A Few Rambling Observations on Care

In this new AI world, “taste” is the thing everyone claims is the new supreme skill.

But I think “care” is the one I want to see in the products I buy.


Can you measure care?

Does scale drive out care?

If a product conversation is reduced to being arbitrated exclusively by numbers, is care lost?

The more I think about it, care seems antithetical to the reductive nature of quantification — “one death is a tragedy, one million is a statistic”.


Care considers useful, constructive systematic forces — rules, processes, etc. — but does not take them as law. Individual context and sensitivity are the primary considerations.

That’s why the professional answer to so many questions is: “it depends”.

“This is the law for everyone, everywhere, always” is not a system I want to live in.


Businesses exist to make money, so one would assume a business will always act in a way that maximizes the amount of money that can be made.

That’s where numbers take you. They let you measure who is gaining or losing the most quantifiable amount in any given transaction.

But there’s an unmeasurable, unquantifiable principle lurking behind all those numbers: it can be good for business to leave money on the table.

Why? Because you care. You are willing to provision room for something beyond just a quantity, a number, a dollar amount.


I don’t think numbers alone can bring you to care.

I mean, how silly is it to say:

“How much care did you put into the product this week?”

“Put me down for a 8 out of 10 this week.”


### Requirement
Only the lines running from the one with "Hunt for man." to the end of the listing should be returned, each exactly as it appears, with both ends kept.

### Data to use
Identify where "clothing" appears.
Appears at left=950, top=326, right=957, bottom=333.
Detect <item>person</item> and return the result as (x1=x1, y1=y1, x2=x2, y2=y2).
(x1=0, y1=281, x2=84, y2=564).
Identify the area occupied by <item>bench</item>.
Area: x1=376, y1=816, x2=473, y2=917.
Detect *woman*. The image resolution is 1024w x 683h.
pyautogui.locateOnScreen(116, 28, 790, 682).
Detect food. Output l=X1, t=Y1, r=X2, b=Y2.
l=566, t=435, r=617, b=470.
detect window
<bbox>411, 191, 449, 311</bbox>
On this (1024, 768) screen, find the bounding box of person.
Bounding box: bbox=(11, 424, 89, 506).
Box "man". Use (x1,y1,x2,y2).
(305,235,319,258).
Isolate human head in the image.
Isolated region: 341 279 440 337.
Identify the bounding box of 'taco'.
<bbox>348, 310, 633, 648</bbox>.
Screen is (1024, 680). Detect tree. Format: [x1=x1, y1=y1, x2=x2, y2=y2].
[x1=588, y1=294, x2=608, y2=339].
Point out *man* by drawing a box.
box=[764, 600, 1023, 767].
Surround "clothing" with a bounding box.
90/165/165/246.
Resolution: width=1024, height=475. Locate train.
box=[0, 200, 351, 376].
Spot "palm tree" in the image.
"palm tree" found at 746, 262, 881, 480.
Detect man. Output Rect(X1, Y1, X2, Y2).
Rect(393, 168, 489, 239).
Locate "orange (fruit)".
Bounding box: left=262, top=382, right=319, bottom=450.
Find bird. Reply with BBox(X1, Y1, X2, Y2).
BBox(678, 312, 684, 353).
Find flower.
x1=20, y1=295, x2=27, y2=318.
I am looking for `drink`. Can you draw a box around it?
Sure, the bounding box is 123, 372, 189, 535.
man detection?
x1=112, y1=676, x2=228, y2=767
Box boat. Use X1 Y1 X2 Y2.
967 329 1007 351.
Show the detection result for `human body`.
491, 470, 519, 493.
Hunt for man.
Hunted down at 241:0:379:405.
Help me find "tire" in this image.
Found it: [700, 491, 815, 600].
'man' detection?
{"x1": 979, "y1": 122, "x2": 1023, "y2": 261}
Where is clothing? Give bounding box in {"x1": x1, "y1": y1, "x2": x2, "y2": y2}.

### Final answer
Hunt for man.
Hunted down at 241:0:379:405.
Help me find "tire" in this image.
Found it: [700, 491, 815, 600].
'man' detection?
{"x1": 979, "y1": 122, "x2": 1023, "y2": 261}
Where is clothing? Give bounding box in {"x1": x1, "y1": y1, "x2": x2, "y2": y2}.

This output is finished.